The “ascent of the soul” has had a colorful and venerable history in the Christian tradition, reaching back as far as the apostle Paul, who was “caught up to the third heaven.” Although the terminology can be traced as far back as Pythagoras (sixth century B C E) and then Plato (fourth century B C E), it was thoroughly appropriated by Jewish apocalypticism around the time of Christ, having been wedded to the traditional “ascended” figures of Enoch and Daniel. – Julie Canlis, Calvin’s Ladder: A Spiritual Theology of Ascent and Ascension (Grand Rapids, MI: William B. Eerdman’s Publishing Company), pg. 2
As part of an ongoing research project, I will occasionally be posting on the subject of spiritual ascent / descent. This is a major theme in historical Christian theology, and to better understand a given tradition’s doctrines and practices, it seems to me necessary to be able to see something of how the theme gets”inflected” in different ways by each. But this presupposes some general knowledge of the theme itself; hence, this occasional series of posts.
I first encountered the Christian theme of ascent to God many years ago when in a primer on Reformation theology, Michael Horton’s Putting the Amazing Back Into Grace, I read of how Evangelical piety tended to cast the story of Jacob’s ladder (Gen. 28:10-19) as us climbing up to God, but as it turns out the ladder is actually coming down from God – and the ladder is Christ. That made a lot of sense to me at the time, but I never tried to follow up on it.
Much later, in grad school work I did in Medieval theology and literature, I encountered the theme again and had to engage with it in some detail. For instance, for one assignment I wrote on the theme as it is found in Augustine’s Confessions, and for another, on how it is found in Canto XVI of Dante’s Purgatory. While this was very interesting at the time, again I found that after those papers were done, for a long time thereafter I did not revisit the theme.
For a third time I encountered the theme of ascent to God when about three years ago I read a large portion of Pseudo-Dionysius, a 5th century Neoplatonist Christian whom the Middle Ages confounded with the Dionysius who was one of Paul’s converts on the Areopagus. I was at that time struck by how closely a lot of Roman Catholicism’s doctrine and practice parallels Neoplatonism’s idea of “lesser” creatures traveling up a metaphysical ladder to achieve mystical union with the Perfect One by becoming entirely different sorts of things than they started out as.
Since that time, I’ve begun to deal with ancillary issues such as what precisely “the image of God” is, and in that context, the Catholic concept of the donum superadditum (a special, supernatural addition on top of an inherently imperfect juman creation that enables him to rise up to God) and most recently, the Beatific Vision (the end state of man apparently looking directly at the very being of God in and of itself by reason of having been transformed in some mysterious way out of “mere” finitude so as to be able to meaningfully contemplate infinitude).
Needless to say, the issues are complex enough taken individually, and even more so when they interact with each other in multiple different ways in various Christian traditions. Catholicism thinks of ascent (and descent) in one way, and winds up construing the Beatific Vision in a certain way that flows from that. But the Reformed tradition, of which I am a happy part, also has a thoroughgoing doctrine of ascent (and descent), and also winds up construing the Beatific Vision in a certain very different way that flows from that. As with many theological divides, Augustine is, of course, at the heart of most of it, on all sides.
I don’t pretend at the outset that this series is going to proceed systematically. I haven’t yet got a systematic grasp on its many angles, and so can’t give what I don’t have. What I’m going to be doing is more modest: just posting relevant quotes and analysis as I find them, and aiming over time to arrive at a better, fuller understanding of this very important theme and how it works itself out in the different traditions.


● **What is required**:
As you reproduce every line below, keep it exactly as written and leave out the images.

Entries from a visual dataset:
[Start of Attachment]

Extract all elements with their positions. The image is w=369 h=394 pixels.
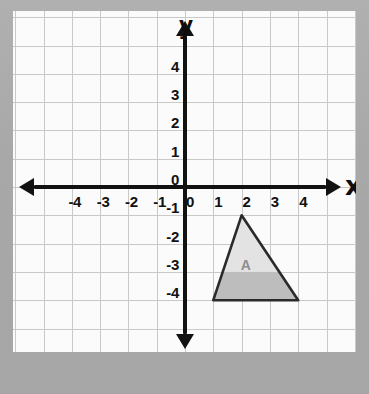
graph-sheet: A y x -4-3-2-10123443210-1-2-3-4 — [13, 11, 356, 352]
shape-a-label: A — [241, 258, 251, 272]
x-axis-tick-label: 1 — [214, 194, 222, 209]
x-axis-tick-label: 4 — [299, 194, 307, 209]
x-axis-tick-label: -4 — [68, 194, 81, 209]
y-axis-tick-label: 1 — [171, 143, 179, 158]
x-axis-tick-label: 3 — [271, 194, 279, 209]
y-axis-tick-label: 2 — [171, 115, 179, 130]
plot-area: A y x -4-3-2-10123443210-1-2-3-4 — [13, 11, 356, 352]
coordinate-plane-screenshot: A y x -4-3-2-10123443210-1-2-3-4 — [0, 0, 369, 394]
x-axis-tick-label: -1 — [153, 194, 166, 209]
x-axis-tick-label: 2 — [243, 194, 251, 209]
y-axis-tick-label: -1 — [166, 200, 179, 215]
x-axis-tick-label: -3 — [97, 194, 110, 209]
y-axis-tick-label: -3 — [166, 256, 179, 271]
x-axis-tick-label: -2 — [125, 194, 138, 209]
y-axis-tick-label: -2 — [166, 228, 179, 243]
y-axis-tick-label: 0 — [171, 172, 179, 187]
shape-a-triangle — [13, 11, 356, 352]
x-axis-tick-label: 0 — [186, 194, 194, 209]
y-axis-tick-label: 4 — [171, 58, 179, 73]
x-axis-title: x — [345, 173, 356, 199]
y-axis-tick-label: 3 — [171, 87, 179, 102]
y-axis-title: y — [179, 13, 193, 38]
y-axis-tick-label: -4 — [166, 285, 179, 300]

[End of Attachment]

● **Answer for this exercise**:
Extract all elements with their positions. The image is w=369 h=394 pixels.
graph-sheet: A y x -4-3-2-10123443210-1-2-3-4 — [13, 11, 356, 352]
shape-a-label: A — [241, 258, 251, 272]
x-axis-tick-label: 1 — [214, 194, 222, 209]
x-axis-tick-label: 4 — [299, 194, 307, 209]
x-axis-tick-label: -4 — [68, 194, 81, 209]
y-axis-tick-label: 1 — [171, 143, 179, 158]
x-axis-tick-label: 3 — [271, 194, 279, 209]
y-axis-tick-label: 2 — [171, 115, 179, 130]
plot-area: A y x -4-3-2-10123443210-1-2-3-4 — [13, 11, 356, 352]
coordinate-plane-screenshot: A y x -4-3-2-10123443210-1-2-3-4 — [0, 0, 369, 394]
x-axis-tick-label: -1 — [153, 194, 166, 209]
x-axis-tick-label: 2 — [243, 194, 251, 209]
y-axis-tick-label: -1 — [166, 200, 179, 215]
x-axis-tick-label: -3 — [97, 194, 110, 209]
y-axis-tick-label: -3 — [166, 256, 179, 271]
x-axis-tick-label: -2 — [125, 194, 138, 209]
y-axis-tick-label: -2 — [166, 228, 179, 243]
y-axis-tick-label: 0 — [171, 172, 179, 187]
shape-a-triangle — [13, 11, 356, 352]
x-axis-tick-label: 0 — [186, 194, 194, 209]
y-axis-tick-label: 4 — [171, 58, 179, 73]
x-axis-title: x — [345, 173, 356, 199]
y-axis-tick-label: 3 — [171, 87, 179, 102]
y-axis-title: y — [179, 13, 193, 38]
y-axis-tick-label: -4 — [166, 285, 179, 300]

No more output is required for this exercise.